Description
Book SynopsisSocial Work in Africa offers professors, students, and practitioners insight concerning social work in the African context. Its purpose is to encourage examination of the social work curriculum and to demonstrate practical ways to make it more culturally relevant.
Drawing on her experience as a social work instructor in Ghana with field research conducted for her doctoral thesis, author Linda Kreitzer addresses the history of social work in African countries, the hegemony of western knowledge in the field, and the need for culturally and regionally informed teaching resources and programs. Guided by a strong sense of her limitations and responsibilities as a privileged outsider and a belief that ""only Ghanaians can critically look at and decide on a culturally relevant curriculum for themselves"", Kreitzer utilizes Participatory Action Research methodology to successfully move the topic of culturally relevant practices from rhetoric to demonstration.
Social Work in Africa is aimed at programs and practise in Ghana; at the same time, it is intended as a framework for the creation of culturally relevant social work curricula in other African countries and other contexts.
Table of ContentsPreface; Introduction; Environment: Modern and Early Holocene; Hunter-Gatherer Land Use, Lithic Technology, and Late Paleoindian Occupation of the Project Area; Projectile Point Analysis Procedure; Late Paleoindian Projectile Point Typology in the Western United States; Late Paleoindian Projectile Points: Typological Variability; Late Paleoindian Projectile Points: Raw Material Variability; Late Paleoindian Projectile Points: Qualitative Technological Variability; Late Paleoindian Projectile Points: Quantitative Technological Variability; Late Paleoindian Projectile Points: Condition and Reworking; Discussion and Conclusions.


=== HOW TO COMPLETE THIS TASK ===
Each line at or after the one containing "The image size is (349, 421)." should be transcribed exactly, up to and including the final line of the data.
========================
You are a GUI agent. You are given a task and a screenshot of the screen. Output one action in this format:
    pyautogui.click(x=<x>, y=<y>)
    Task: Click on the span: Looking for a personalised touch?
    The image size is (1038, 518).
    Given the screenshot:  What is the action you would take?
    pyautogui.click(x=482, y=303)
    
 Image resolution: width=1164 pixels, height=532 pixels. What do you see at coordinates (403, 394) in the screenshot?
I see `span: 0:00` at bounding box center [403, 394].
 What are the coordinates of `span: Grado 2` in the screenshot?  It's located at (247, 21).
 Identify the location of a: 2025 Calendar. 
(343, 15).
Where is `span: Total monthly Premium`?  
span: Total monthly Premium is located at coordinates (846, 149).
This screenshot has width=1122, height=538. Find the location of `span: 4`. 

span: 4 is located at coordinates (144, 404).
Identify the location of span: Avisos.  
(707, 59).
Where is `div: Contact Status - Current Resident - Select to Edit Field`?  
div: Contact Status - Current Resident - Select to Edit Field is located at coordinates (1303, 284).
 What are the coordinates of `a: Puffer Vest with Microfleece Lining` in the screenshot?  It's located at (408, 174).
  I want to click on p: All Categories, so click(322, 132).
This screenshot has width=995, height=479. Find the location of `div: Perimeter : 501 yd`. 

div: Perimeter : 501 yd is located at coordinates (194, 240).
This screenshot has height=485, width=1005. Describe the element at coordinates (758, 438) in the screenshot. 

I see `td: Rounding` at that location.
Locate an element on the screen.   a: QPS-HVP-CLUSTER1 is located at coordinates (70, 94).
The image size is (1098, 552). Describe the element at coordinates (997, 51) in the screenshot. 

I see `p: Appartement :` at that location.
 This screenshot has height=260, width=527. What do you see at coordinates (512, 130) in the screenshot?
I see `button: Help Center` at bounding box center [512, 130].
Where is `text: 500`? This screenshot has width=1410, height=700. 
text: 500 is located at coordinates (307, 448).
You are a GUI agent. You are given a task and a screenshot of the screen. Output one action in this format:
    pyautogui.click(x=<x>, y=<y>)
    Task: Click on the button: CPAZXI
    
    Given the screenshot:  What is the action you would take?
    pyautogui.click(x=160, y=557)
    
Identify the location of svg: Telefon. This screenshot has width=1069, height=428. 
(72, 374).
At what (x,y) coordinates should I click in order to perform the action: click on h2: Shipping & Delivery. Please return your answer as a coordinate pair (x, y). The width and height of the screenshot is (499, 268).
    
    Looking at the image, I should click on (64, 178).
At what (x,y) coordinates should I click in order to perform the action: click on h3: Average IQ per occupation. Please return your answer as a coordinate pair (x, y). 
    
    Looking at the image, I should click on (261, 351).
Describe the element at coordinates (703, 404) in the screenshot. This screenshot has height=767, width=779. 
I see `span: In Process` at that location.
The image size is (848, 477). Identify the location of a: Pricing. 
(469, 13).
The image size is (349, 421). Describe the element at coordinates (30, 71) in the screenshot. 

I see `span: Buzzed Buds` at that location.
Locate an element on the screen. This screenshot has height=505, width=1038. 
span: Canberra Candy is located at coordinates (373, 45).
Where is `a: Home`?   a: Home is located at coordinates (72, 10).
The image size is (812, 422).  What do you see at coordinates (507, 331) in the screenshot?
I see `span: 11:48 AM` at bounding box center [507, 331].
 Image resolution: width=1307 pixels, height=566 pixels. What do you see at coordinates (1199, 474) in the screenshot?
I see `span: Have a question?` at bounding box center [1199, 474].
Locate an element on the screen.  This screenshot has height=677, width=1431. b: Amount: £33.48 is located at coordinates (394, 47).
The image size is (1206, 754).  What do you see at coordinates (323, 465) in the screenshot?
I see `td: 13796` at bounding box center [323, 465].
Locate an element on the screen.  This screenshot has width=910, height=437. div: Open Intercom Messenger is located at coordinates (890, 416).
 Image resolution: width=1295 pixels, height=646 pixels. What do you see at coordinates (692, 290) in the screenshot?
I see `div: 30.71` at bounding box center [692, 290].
========================
=== ANSWER AREA ===
The image size is (349, 421). Describe the element at coordinates (30, 71) in the screenshot. 

I see `span: Buzzed Buds` at that location.
Locate an element on the screen. This screenshot has height=505, width=1038. 
span: Canberra Candy is located at coordinates (373, 45).
Where is `a: Home`?   a: Home is located at coordinates (72, 10).
The image size is (812, 422).  What do you see at coordinates (507, 331) in the screenshot?
I see `span: 11:48 AM` at bounding box center [507, 331].
 Image resolution: width=1307 pixels, height=566 pixels. What do you see at coordinates (1199, 474) in the screenshot?
I see `span: Have a question?` at bounding box center [1199, 474].
Locate an element on the screen.  This screenshot has height=677, width=1431. b: Amount: £33.48 is located at coordinates (394, 47).
The image size is (1206, 754).  What do you see at coordinates (323, 465) in the screenshot?
I see `td: 13796` at bounding box center [323, 465].
Locate an element on the screen.  This screenshot has width=910, height=437. div: Open Intercom Messenger is located at coordinates (890, 416).
 Image resolution: width=1295 pixels, height=646 pixels. What do you see at coordinates (692, 290) in the screenshot?
I see `div: 30.71` at bounding box center [692, 290].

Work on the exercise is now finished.